Thursday, 11 August 2011

Miyazu - More Than Just Old People and a Land Bridge

Last night I thought I would try and break out of my usual pattern and actually cook myself some dinner instead of leaching off others or going hungry. Just when I had cooked up the meat and veg for my curry rice I got a knock at the door and it was Keita again. “Why you cooking dinner, we have dinner at my friends restaurant. I said on Monday do you want have dinner on Wednesday and you said 'Yes'.” Yeaaaah... I really have to stop agreeing with everything that is said around me especially when I don't understand what it is they're saying. So I was forced to ditch the curry (before the curry was added at the end), and the rice, and follow Keita. He lives on the western side of town and it was the first time I had ever seen this area. My side of town is very lively with people in every house, but on the western side, whole streets are deathly silent, full of big, crumbling, abandoned houses with for sale signs on the front. As I have mentioned before Miyazu is very poor. This is because the young people leave the city to study at neighbouring universities in Kyoto and Osaka and never come back leaving only older people populating the older areas of the city. Keita said on his street about six or so elders die every year and with the lack of newcomers to the city, the streets have been left abandoned. Hopefully I can find my way over there again and take some photos of the dereliction, it's really quite astounding.

That night we ate at Keita's friend Shin-chan's izakaya called Azito, who are the sponsors of the volleyball team. When we arrived, two other guys from volleyball, the cool and silent Shirase-san and the fun and loud Tak-kun were already there. I don't know how I even missed (and yet agreed to) the invitation to this from the start as I'm sure Keita would have spent a while explaining to me who was coming and their backgrounds beforehand, in English. Huh. Another friend of Keita's, Ai-chan, also showed up soon after we arrived, and although she doesn't play volleyball, I pushed her to join us next week. I don't know how Keita can afford to shout people huge meals on such a regular basis, but huge they were and quite bizarre too, the weirdest being a plate of noodles with squid pieces all in a jet black squid ink sauce. Other meals that came our way included yakitori, anchovy pizza, ramen, and a mountain of other stuff.



Noodles in Squid Ink Sauce, so gross looking
even the camera didn't want to focus on it. It tasted good though!


As the night wore on, Keita and Tak-kun got drunker and drunker, saying I should give Shirase-san's soon-to-be-born daughter a 'New Zealand cultural piercing' (the excuse he came up with to make it acceptable for me to have my piercings in at school). Ai-chan, Shirase-san and I just had tea and grapefruit juice looking incredulously at the beer and shouchuu bottles gathering around the other two. For four hours we talked, ate, ate some more and practised our grunting for when we slam the ball over the net, then finally called it a night at 12.30am. It was the best night out I've had since coming to Miyazu despite everyone telling me there are no people my age in the city. Actually there is, they just gather in their burrow, but if you meet one and they invite you back to the underground HQ, you're freed from an eternity (or three years) of having to make polite conversation with the oldies.

When I arrived home the door was locked. I never lock the front door. Ever. That meant only one thing. An intruder was kind enough to lock up after his evenings work to prevent further thievery in the vicinity, or someone else has moved into the hub of coolness, the Fukusuke. The light under the second door confirmed the later. Maggie is back and here to guide me in the way of the gaijin. This morning I met her at work and at lunch she took me to a cheap izakaya for some yakiniku, rice and miso. All day she's been filling me in with the latest upcoming events, trips away and what to expect from the schools I'm to go to. So starting on 8th August is the Obon Festival, with the preparations for it going on several days beforehand. Maggie and I are expected to join in the Bon Odori (dance) and learn all the moves for several of the dances the day before it starts. Apparently no matter how hard the awkward gaijin tries, they cannot master them completely, and end up looking like a dick in a yukata. The second night of Obon, the 9th, is the big fireworks display for which we will probably have to arrive early to, to get a good seat. Kyoto Orientation is also coming up in a week and a half so I have to prepare an example lesson for presentation, to have it critiqued. We are going to Kyoto a day early to do some exploring, at the expense of the BoE (they just don't know it yet). Then a week after that, school starts, and it will be down to business*.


EXERCISE INSTRUCTIONS —
Strip out the pictures and output each remaining line of the data word for word.

Page and application data records
● ● ●
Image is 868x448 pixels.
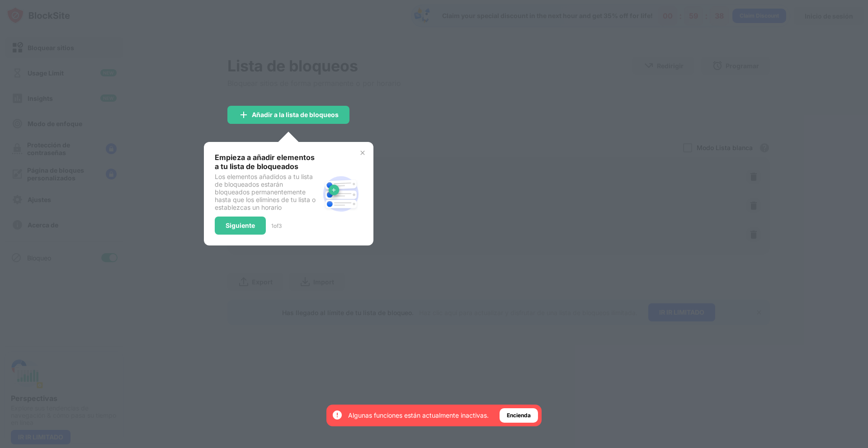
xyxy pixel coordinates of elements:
div: Algunas funciones están actualmente inactivas. [348,411,489,420]
img: block-site.svg [319,172,363,216]
div: 1 of 3 [271,222,282,229]
img: error-circle-white.svg [332,410,343,420]
img: x-button.svg [359,149,367,157]
div: Añadir a la lista de bloqueos [252,111,339,118]
div: Siguiente [226,222,255,229]
div: Empieza a añadir elementos a tu lista de bloqueados [215,153,319,171]
div: Encienda [507,411,531,420]
div: Los elementos añadidos a tu lista de bloqueados estarán bloqueados permanentemente hasta que los ... [215,172,319,211]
● ● ●
RESULT BELOW —
Image is 868x448 pixels.
xyxy pixel coordinates of elements:
div: Algunas funciones están actualmente inactivas. [348,411,489,420]
img: block-site.svg [319,172,363,216]
div: 1 of 3 [271,222,282,229]
img: error-circle-white.svg [332,410,343,420]
img: x-button.svg [359,149,367,157]
div: Añadir a la lista de bloqueos [252,111,339,118]
div: Siguiente [226,222,255,229]
div: Empieza a añadir elementos a tu lista de bloqueados [215,153,319,171]
div: Encienda [507,411,531,420]
div: Los elementos añadidos a tu lista de bloqueados estarán bloqueados permanentemente hasta que los ... [215,172,319,211]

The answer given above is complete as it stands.